Sentence
Îãðàíè÷åíèÿ: âðåìÿ – 1s/2s, ïàìÿòü – 64MiB Ââîä: input.txt èëè ñòàíäàðòíûé ââîä Âûâîä: output.txt èëè ñòàíäàðòíûé âûâîä
Ïîñëàòü ðåøåíèå Blockly Ïîñûëêè Òåìû Ãäå Îáñóäèòü (0)
Once upon a time in a land far far away, inhabited only by math students, Iva and Vedran were
discussing self-explanatory sentences. A part of these sentences is exactly one number and it is equal
to the total number of letters in the sentence. Some examples are: “This sentence has thirtyone
letters.”, “Blah blah seventeen”.
Little Jurica overheard his friends' conversation and decided to impress them with the amount of self-explanatory
sentences he knows by heart. He rushed back home and wrote a programme which will,
given a sentence, tell him the minimum number he can put inside so that the sentence is valid.
Unfortunately, his computer broke and now he needs your help. Write a programme to help Jurica!
The form of the sentence is: `"word"_1\ "word"_2\ "word"_3\ …\ $\ "word"_{n-1}\ "word"_n`. The
character $ represents the
place where the number should be put in.
For example, the form of the sentence “this sentence has thirtyone letters” would be “this sentence has
$ letters”.
The rules that apply to writing numbers are the following:
- numbers from 1 to 10 are written “one”, “two”, “three”, “four”, “five”, “six”, “seven”, “eight”, “nine”, “ten”, respectively
- numbers from 11 to 19 are written “eleven”, “twelve”, “thirteen”, “fourteen”, “fifteen”, “sixteen”, “seventeen”, “eighteen”, “nineteen”
- the remaining double digit numbers are written in a way that we name the tens' digit and add to it the name of the one digit remaining when we remove the tens' digit. Specially, if by removing the tens' digit we remain with zero, we add nothing to it
- the tens' digits (respectively from 2 to 9) are named the following: “twenty”, “thirty”, “forty”, “fifty”, “sixty”, “seventy”, “eighty”, “ninety”
- three digit numbers are written in a way that we name the hundreds' digit number and add to it the number of the double digit number remaining. Specially, if by removing the hundreds' digit we remain with zero, we add nothing to it
- the hundreds' digits (respectively from 1 to 9) are named the following: “onehundred”, “twohundred”, “threehundred”, “fourhundred”, “fivehundred”, “sixhundred”, “sevenhundred”, “eighthundred”, “ninehundred”
- the rules that apply for numbers with more than three digits are not relevant because the input data will always be such that the output is less than a thousand
Examples of naming some numbers:
- 68 = “sixty” + “eight” = “sixtyeight”
- 319 = “threehundred” + “nineteen” = “threehundrednineteen”
- 530 = “fivehundred” + “thirty” = “fivehundredthirty”
- 971 = “ninehundred” + “seventy” + “one” = “ninehundredseventyone”
The first line of input contains the integer `N` (`1 ≤ N ≤ 20), the number of words in the sentence.
Each of the following `N` lines contains a word not longer than 50 lowercase letters of the English
alphabet or the character $ (none of the words will be the name of a number).
The character $ will appear exactly once.
The first and only line of output must contain the required sentence.
The numbers are named as mentioned before, even if the sentence sounds gramatically incorrect.
The input data will be such that a solution will always exist and is less than 1000.
Sample Input #1
5
this
sentence
has
$
letters
Sample Output #1
this sentence has thirtyone letters
Sample Input #2
7
$
is
the
number
of
letters
here
Sample Output #2
thirty is the number of letters here
Sample Input #3
5
the
letters
are
$
potato
Sample Output #3
the letters are twentynine potato
Clarification of the second example: The total number of letters in the sentence is 6 + 2 + 3 + 6 + 2 + 7 + 4 = 30
Clarification of the third example: As you can see, this sentence is gramatically incorrect.
Nevertheless, Jurica is not concerned by that, for he is a mathematician, not a linguist.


What you will do: In full and without change, repeat the records shown below.
▽
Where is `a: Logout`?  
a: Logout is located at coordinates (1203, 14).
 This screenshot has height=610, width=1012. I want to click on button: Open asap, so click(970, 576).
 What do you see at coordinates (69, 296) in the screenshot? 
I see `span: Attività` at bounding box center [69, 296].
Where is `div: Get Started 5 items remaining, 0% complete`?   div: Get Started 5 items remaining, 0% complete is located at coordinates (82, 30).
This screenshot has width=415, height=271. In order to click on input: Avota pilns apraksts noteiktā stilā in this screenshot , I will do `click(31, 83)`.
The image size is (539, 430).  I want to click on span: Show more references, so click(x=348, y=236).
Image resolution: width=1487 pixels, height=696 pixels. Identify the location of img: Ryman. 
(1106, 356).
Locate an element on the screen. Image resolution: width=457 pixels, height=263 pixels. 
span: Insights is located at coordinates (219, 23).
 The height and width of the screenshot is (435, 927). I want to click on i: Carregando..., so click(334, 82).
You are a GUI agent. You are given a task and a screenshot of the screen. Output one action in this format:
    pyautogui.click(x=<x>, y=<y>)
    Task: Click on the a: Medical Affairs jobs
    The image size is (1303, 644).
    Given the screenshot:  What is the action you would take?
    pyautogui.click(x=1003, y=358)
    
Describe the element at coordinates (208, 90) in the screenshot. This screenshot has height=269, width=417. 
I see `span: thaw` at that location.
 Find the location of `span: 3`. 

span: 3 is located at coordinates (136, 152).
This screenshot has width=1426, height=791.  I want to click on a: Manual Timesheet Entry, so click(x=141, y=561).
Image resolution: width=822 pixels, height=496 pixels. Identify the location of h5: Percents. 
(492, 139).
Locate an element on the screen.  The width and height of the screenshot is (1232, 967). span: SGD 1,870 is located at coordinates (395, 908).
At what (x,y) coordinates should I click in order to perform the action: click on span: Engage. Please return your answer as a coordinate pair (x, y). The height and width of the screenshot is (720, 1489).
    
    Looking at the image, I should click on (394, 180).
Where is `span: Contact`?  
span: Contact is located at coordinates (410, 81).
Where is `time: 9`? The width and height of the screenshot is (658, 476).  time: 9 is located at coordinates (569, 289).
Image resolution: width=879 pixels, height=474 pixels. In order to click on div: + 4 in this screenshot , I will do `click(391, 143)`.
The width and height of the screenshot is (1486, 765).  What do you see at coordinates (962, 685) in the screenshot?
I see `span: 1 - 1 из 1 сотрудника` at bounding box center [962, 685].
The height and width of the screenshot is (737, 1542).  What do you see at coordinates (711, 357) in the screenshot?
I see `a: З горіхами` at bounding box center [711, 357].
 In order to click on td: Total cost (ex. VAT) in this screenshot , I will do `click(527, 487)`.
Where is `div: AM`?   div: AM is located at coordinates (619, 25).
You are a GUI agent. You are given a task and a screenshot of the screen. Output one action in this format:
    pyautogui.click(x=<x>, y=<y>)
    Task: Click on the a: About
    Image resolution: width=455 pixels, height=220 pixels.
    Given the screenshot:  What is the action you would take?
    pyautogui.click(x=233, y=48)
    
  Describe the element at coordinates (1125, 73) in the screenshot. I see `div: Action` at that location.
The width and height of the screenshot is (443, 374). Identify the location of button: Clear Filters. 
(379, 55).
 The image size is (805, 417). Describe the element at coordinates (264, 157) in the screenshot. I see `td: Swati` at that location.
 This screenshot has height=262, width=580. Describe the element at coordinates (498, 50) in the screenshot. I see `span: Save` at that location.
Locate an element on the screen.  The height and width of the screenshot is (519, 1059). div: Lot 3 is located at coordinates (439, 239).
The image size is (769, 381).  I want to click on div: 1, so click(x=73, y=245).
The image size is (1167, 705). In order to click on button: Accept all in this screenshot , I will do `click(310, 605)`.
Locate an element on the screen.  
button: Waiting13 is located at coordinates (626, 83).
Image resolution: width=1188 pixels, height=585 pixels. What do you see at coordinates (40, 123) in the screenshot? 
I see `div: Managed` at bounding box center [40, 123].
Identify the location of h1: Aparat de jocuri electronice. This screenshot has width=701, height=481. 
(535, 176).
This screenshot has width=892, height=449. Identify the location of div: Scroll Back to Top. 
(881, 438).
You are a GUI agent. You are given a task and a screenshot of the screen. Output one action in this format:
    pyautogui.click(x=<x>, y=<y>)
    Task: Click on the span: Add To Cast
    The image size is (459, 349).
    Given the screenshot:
△
Task result:
Where is `a: Logout`?  
a: Logout is located at coordinates (1203, 14).
 This screenshot has height=610, width=1012. I want to click on button: Open asap, so click(970, 576).
 What do you see at coordinates (69, 296) in the screenshot? 
I see `span: Attività` at bounding box center [69, 296].
Where is `div: Get Started 5 items remaining, 0% complete`?   div: Get Started 5 items remaining, 0% complete is located at coordinates (82, 30).
This screenshot has width=415, height=271. In order to click on input: Avota pilns apraksts noteiktā stilā in this screenshot , I will do `click(31, 83)`.
The image size is (539, 430).  I want to click on span: Show more references, so click(x=348, y=236).
Image resolution: width=1487 pixels, height=696 pixels. Identify the location of img: Ryman. 
(1106, 356).
Locate an element on the screen. Image resolution: width=457 pixels, height=263 pixels. 
span: Insights is located at coordinates (219, 23).
 The height and width of the screenshot is (435, 927). I want to click on i: Carregando..., so click(334, 82).
You are a GUI agent. You are given a task and a screenshot of the screen. Output one action in this format:
    pyautogui.click(x=<x>, y=<y>)
    Task: Click on the a: Medical Affairs jobs
    The image size is (1303, 644).
    Given the screenshot:  What is the action you would take?
    pyautogui.click(x=1003, y=358)
    
Describe the element at coordinates (208, 90) in the screenshot. This screenshot has height=269, width=417. 
I see `span: thaw` at that location.
 Find the location of `span: 3`. 

span: 3 is located at coordinates (136, 152).
This screenshot has width=1426, height=791.  I want to click on a: Manual Timesheet Entry, so click(x=141, y=561).
Image resolution: width=822 pixels, height=496 pixels. Identify the location of h5: Percents. 
(492, 139).
Locate an element on the screen.  The width and height of the screenshot is (1232, 967). span: SGD 1,870 is located at coordinates (395, 908).
At what (x,y) coordinates should I click in order to perform the action: click on span: Engage. Please return your answer as a coordinate pair (x, y). The height and width of the screenshot is (720, 1489).
    
    Looking at the image, I should click on (394, 180).
Where is `span: Contact`?  
span: Contact is located at coordinates (410, 81).
Where is `time: 9`? The width and height of the screenshot is (658, 476).  time: 9 is located at coordinates (569, 289).
Image resolution: width=879 pixels, height=474 pixels. In order to click on div: + 4 in this screenshot , I will do `click(391, 143)`.
The width and height of the screenshot is (1486, 765).  What do you see at coordinates (962, 685) in the screenshot?
I see `span: 1 - 1 из 1 сотрудника` at bounding box center [962, 685].
The height and width of the screenshot is (737, 1542).  What do you see at coordinates (711, 357) in the screenshot?
I see `a: З горіхами` at bounding box center [711, 357].
 In order to click on td: Total cost (ex. VAT) in this screenshot , I will do `click(527, 487)`.
Where is `div: AM`?   div: AM is located at coordinates (619, 25).
You are a GUI agent. You are given a task and a screenshot of the screen. Output one action in this format:
    pyautogui.click(x=<x>, y=<y>)
    Task: Click on the a: About
    Image resolution: width=455 pixels, height=220 pixels.
    Given the screenshot:  What is the action you would take?
    pyautogui.click(x=233, y=48)
    
  Describe the element at coordinates (1125, 73) in the screenshot. I see `div: Action` at that location.
The width and height of the screenshot is (443, 374). Identify the location of button: Clear Filters. 
(379, 55).
 The image size is (805, 417). Describe the element at coordinates (264, 157) in the screenshot. I see `td: Swati` at that location.
 This screenshot has height=262, width=580. Describe the element at coordinates (498, 50) in the screenshot. I see `span: Save` at that location.
Locate an element on the screen.  The height and width of the screenshot is (519, 1059). div: Lot 3 is located at coordinates (439, 239).
The image size is (769, 381).  I want to click on div: 1, so click(x=73, y=245).
The image size is (1167, 705). In order to click on button: Accept all in this screenshot , I will do `click(310, 605)`.
Locate an element on the screen.  
button: Waiting13 is located at coordinates (626, 83).
Image resolution: width=1188 pixels, height=585 pixels. What do you see at coordinates (40, 123) in the screenshot? 
I see `div: Managed` at bounding box center [40, 123].
Identify the location of h1: Aparat de jocuri electronice. This screenshot has width=701, height=481. 
(535, 176).
This screenshot has width=892, height=449. Identify the location of div: Scroll Back to Top. 
(881, 438).
You are a GUI agent. You are given a task and a screenshot of the screen. Output one action in this format:
    pyautogui.click(x=<x>, y=<y>)
    Task: Click on the span: Add To Cast
    The image size is (459, 349).
    Given the screenshot:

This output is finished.